Melnick lays out the reasons for Hollywood’s aggressive push into international exhibition in the 1920s in the book’s introduction. Unsatisfied with international box office revenue, US film executives reasoned they could secure a “premiere exhibition” of their own pictures by owning and operating extravagant movie palaces in cultural capitals around the globe. Melnick uses the historical trade press term “shop windows” for these luxurious cinemas, generally owned and operated by Loew’s or Paramount, which “used the highest level of showmanship to ‘sell’ a picture to local audiences” and encourage other exhibitors to follow their lead in presentation and marketing.4 Additionally, these shop windows, along with the regional and national film circuits that the majors, particularly Fox, owned (in whole or in part), were meant to influence competing exhibitors into upgrading technology and services like air conditioning, synchronized sound, widescreens, and more. Hollywood executives hoped that improvements in exhibition technology would raise box office revenue across the board, even from non-US-owned cinemas.

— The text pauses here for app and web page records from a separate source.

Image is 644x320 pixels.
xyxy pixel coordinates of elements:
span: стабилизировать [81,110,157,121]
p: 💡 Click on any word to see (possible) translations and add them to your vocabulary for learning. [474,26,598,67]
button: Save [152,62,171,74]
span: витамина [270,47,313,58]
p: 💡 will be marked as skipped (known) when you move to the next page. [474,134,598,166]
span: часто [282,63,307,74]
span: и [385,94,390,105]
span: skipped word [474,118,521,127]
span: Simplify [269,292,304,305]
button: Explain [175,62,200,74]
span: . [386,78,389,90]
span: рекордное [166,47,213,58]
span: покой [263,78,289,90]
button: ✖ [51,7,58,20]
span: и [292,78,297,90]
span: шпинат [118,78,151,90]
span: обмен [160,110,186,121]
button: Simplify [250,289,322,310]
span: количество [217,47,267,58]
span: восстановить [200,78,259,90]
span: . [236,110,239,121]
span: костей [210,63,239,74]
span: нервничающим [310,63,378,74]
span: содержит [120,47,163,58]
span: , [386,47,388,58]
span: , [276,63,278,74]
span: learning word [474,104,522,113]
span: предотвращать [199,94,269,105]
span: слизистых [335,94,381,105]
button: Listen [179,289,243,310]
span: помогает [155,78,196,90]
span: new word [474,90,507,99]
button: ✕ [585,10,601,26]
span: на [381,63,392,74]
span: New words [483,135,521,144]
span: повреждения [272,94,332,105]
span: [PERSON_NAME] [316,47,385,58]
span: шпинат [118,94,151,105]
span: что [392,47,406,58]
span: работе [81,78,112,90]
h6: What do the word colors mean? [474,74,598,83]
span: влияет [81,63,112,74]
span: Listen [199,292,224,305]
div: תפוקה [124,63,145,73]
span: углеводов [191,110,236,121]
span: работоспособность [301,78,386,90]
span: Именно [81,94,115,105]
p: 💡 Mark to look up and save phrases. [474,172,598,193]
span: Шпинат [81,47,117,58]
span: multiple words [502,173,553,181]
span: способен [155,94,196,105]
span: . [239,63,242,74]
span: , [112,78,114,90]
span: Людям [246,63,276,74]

Central to Melnick’s argument is the notion of Hollywood’s international cinemas as “cultural embassies.” Like diplomatic outposts, Hollywood’s embassies projected American political, economic, and cultural ideologies around the world. These cinemas were “ ‘little Americas’ that drew local moviegoers to ‘enter’ the United States on foreign soil.”5 Managed by Americans but largely staffed by local populations, Hollywood’s theaters translated American exhibition practices into local cinema cultures. And just as the State Department coordinates activity across regions, the majors approached their international exhibition expansion with regional strategies. Melnick follows suit, organizing his book into six regional parts.

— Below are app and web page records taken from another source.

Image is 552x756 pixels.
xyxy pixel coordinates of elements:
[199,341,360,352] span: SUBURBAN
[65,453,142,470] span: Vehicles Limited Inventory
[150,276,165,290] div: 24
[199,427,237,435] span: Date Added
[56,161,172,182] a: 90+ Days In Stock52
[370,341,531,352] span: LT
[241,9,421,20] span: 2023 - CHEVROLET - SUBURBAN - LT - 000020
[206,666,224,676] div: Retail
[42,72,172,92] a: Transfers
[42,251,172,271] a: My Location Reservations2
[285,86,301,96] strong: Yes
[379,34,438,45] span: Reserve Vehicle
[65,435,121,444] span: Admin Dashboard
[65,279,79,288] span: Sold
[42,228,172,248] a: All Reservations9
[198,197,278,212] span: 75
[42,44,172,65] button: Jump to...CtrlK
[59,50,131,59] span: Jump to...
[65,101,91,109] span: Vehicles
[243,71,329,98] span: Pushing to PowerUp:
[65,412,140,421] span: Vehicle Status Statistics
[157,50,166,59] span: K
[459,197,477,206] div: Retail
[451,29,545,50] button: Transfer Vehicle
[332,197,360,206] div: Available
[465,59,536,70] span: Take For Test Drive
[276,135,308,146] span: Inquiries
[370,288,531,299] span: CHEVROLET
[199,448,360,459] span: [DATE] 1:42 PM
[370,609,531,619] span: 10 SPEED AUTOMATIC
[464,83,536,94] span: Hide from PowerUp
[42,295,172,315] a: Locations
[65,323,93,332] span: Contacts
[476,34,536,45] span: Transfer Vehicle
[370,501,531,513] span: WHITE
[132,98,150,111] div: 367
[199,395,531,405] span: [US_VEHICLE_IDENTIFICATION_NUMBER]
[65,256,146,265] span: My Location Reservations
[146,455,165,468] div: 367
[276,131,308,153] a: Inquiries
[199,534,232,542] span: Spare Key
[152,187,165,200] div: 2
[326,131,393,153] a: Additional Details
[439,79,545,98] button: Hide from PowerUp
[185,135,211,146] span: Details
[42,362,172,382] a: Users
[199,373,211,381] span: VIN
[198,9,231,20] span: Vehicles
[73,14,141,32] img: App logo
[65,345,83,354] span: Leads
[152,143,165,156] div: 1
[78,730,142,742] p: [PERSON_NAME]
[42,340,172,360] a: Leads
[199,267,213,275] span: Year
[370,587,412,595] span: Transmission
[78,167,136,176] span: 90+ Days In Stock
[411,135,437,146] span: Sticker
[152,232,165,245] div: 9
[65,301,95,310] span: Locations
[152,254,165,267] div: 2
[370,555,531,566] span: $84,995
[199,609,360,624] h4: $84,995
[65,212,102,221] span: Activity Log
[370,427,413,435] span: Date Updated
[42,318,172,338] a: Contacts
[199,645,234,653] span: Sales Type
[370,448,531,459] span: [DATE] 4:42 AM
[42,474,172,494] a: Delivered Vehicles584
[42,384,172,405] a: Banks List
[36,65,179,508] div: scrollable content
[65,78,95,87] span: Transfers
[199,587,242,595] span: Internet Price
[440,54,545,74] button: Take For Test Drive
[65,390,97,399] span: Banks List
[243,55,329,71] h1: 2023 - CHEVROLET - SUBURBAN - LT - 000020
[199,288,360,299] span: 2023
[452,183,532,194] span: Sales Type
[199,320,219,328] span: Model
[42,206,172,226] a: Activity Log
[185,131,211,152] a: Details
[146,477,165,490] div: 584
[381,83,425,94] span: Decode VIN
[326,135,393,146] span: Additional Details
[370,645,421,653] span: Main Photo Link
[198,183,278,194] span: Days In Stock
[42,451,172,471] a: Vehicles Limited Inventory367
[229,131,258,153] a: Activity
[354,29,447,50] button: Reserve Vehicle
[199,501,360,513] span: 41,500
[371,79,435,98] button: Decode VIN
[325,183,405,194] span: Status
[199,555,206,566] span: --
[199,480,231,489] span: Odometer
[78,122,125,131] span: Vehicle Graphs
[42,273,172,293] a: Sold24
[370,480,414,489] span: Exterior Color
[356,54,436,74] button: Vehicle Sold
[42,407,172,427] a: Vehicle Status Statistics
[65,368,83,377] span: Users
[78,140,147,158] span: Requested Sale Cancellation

Part I tells the history of Hollywood’s exhibition strategies in Europe, focusing most on Paramount’s and Loew’s shop windows in London, Paris, and other Western European capitals, as well as the spread of American-style filmgoing in the wake of World War I. Melnick argues that every “new [cinema] acquisition required massaging local distributor-exhibitor relationships” in order to forestall boycotts of Hollywood films by native exhibitors,6 a lesson learned in Paramount’s 1927 scuffle with the Midlands branch of the Cinematograph Exhibitors Association of Great Britain and Ireland. The trade group organized a two-and-a-half-month-long boycott of Paramount films after the company leased Birmingham’s Scala and Futurist theaters, evidence for many exhibitors that American companies were gradually invading the English exhibition market.7 The spread of war throughout the 1930s and 1940s led to Hollywood losing most of its European theaters outside of England. In fact, World War II proves a consequential period throughout the book, with its effects on Hollywood’s foreign cinemas differing based on region. (The war also provides Melnick the opportunity to tell the fascinating story of Le Paramount in Paris and its utility in organizing clandestine resistance during the Nazi occupation.)8

Part I wraps up with the postwar re-expansion of Hollywood in Europe and then the gradual petering out of the industry’s physical presence on the continent as the studios sank deeper into financial precarity during the 1960s. Here, Melnick details the increasingly complex conglomerated and joint ventured international exhibition market for Hollywood during the 1970s and 1980s, led by United Cinemas International—begun as Cinema International Corp., a joint venture between Universal and Paramount that eventually bought up MGM’s foreign holdings—and Warner Bros. International Theaters, steered by Salah Hassanein. These massive exhibition companies return at the end of each of the book’s parts, demonstrating that the studios’ practices changed over time from varied regional approaches to more unified global strategies, relying upon joint ventures with local exhibition chains.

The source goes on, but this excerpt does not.